TASSY: The mural looks about 12 feet tall, maybe half a block long, with lots of bright colors. Since 2021, the dozen or so murals in the project reflect on Juneteenth, the day in 1865 in Galveston, Texas, when 250,000 enslaved Black Texans who didn't know slavery had already ended finally saw freedom.
Artist Fabian Williams was also recently figuring out how to complete what he calls a monster - a 300-foot-long, 15-foot-tall mural at Morehouse, a college for Black men in Atlanta. His work features ancient Egypt, Spike Lee and futurism.
FABIAN WILLIAMS: This mural celebrates a good part of our story - you know? - not just the slavery part and the freedom part, but, like, all the things that we've done before and after and what we're going to do in the future.
TASSY: Houston-based artist Reginald C. Adams, founder of the Absolute Equality project, handpicked about a dozen artists in different cities. He gave them a $10,000 stipend and let them do their creative thing in their hometowns.
REGINALD C ADAMS: And it's just been beautiful to see the mural turn into a national movement. Every single mural is unique to the city, to the community and to the artistic style of the artist that we commission.

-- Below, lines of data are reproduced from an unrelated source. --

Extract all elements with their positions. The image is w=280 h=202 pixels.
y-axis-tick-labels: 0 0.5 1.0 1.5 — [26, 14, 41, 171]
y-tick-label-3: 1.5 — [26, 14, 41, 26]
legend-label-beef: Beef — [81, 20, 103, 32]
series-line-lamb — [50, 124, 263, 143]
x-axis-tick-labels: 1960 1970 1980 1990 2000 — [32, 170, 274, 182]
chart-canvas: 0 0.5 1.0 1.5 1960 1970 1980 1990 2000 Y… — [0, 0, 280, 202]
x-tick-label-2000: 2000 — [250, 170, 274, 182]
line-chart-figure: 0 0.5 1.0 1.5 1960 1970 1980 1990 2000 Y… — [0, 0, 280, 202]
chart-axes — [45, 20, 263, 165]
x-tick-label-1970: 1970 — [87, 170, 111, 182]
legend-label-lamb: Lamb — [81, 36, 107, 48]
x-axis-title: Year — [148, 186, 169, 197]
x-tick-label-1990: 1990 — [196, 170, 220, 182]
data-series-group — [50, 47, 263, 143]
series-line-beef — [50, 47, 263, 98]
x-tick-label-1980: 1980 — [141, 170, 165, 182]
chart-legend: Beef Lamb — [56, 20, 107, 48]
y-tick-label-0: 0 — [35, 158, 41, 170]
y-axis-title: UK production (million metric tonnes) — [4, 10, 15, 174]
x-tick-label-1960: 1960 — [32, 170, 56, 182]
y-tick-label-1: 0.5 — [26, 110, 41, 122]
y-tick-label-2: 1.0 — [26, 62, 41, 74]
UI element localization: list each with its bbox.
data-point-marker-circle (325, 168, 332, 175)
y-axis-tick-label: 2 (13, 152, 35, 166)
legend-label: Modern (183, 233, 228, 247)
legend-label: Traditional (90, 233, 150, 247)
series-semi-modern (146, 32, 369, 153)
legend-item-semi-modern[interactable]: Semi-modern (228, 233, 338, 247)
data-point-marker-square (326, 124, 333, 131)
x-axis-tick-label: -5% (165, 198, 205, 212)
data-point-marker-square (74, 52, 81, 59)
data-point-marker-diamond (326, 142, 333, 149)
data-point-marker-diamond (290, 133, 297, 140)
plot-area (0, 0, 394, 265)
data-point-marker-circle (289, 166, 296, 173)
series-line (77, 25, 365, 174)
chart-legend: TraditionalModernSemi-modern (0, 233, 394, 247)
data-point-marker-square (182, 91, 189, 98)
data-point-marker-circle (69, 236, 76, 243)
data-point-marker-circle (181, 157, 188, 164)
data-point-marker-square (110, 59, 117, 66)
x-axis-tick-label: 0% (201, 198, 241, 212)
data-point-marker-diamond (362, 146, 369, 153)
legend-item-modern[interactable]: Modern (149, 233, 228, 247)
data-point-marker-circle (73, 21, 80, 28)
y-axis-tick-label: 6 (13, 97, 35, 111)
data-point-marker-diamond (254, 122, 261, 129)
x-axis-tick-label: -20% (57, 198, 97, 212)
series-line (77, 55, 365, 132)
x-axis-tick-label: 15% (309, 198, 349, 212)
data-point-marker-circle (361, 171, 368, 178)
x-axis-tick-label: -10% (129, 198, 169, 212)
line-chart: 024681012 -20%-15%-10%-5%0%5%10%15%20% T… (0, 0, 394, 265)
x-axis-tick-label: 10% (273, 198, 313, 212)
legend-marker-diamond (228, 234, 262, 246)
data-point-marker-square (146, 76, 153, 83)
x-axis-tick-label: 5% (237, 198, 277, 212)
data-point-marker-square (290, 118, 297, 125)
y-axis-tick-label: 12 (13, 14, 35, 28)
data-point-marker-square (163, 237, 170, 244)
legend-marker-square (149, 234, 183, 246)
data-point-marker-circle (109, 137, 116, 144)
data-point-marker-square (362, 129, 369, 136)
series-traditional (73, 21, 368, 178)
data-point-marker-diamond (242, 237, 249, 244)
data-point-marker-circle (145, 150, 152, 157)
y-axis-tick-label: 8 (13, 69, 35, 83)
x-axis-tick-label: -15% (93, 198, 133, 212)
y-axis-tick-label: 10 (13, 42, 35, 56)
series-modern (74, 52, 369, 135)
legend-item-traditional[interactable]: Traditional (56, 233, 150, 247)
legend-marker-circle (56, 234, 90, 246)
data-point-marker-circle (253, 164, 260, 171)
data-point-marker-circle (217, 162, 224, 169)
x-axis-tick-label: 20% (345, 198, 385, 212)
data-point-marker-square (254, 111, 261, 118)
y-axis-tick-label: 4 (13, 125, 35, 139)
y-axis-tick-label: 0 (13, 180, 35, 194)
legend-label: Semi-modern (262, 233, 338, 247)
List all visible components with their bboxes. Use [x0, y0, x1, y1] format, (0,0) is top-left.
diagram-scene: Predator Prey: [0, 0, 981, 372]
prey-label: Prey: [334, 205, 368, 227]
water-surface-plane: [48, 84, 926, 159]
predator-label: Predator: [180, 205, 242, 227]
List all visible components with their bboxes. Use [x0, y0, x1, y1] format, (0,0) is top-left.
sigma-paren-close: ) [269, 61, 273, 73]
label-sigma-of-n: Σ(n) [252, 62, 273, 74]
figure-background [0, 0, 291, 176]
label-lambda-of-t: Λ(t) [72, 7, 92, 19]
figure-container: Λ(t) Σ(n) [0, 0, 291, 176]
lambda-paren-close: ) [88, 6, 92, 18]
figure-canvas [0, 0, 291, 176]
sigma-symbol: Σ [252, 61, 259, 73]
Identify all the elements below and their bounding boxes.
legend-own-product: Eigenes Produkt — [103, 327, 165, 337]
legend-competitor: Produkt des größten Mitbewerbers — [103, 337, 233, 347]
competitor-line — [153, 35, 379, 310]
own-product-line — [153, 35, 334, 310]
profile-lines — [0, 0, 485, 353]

TASSY: In Philadelphia, for example, the artist Keisha Whatley said the unveiling of her mural last year became a 300-person celebration with a DJ.
KEISHA WHATLEY: It's not an easy subject to talk about, so it was really important for us that we create it in a context that was true to the history, but also celebrated this moment of release and this goal that we're all working towards - for absolute equality.
TASSY: But there have been a few snafus. In South Dallas, the mural is positioned so it's not easily visible for people driving by. And in Galveston, Native American and Mexican community members protested the inclusion of one detail, so the mural was slightly altered. In Los Angeles, the mural is at a downtown cafe recently installed by an artist from Lagos, Nigeria, who goes by Bimbo. His mural is about 14 feet wide and 12 feet tall. It's called Strength in Diversity.
BIMBO: There's no Black America - right? - without Africa. And me coming here is like connecting with - a reunion with my brothers who were lost in a war.
TASSY: Adams is hoping to commission more murals in southern cities in 2025.
For NPR News, I'm Elaine Tassy in Denver.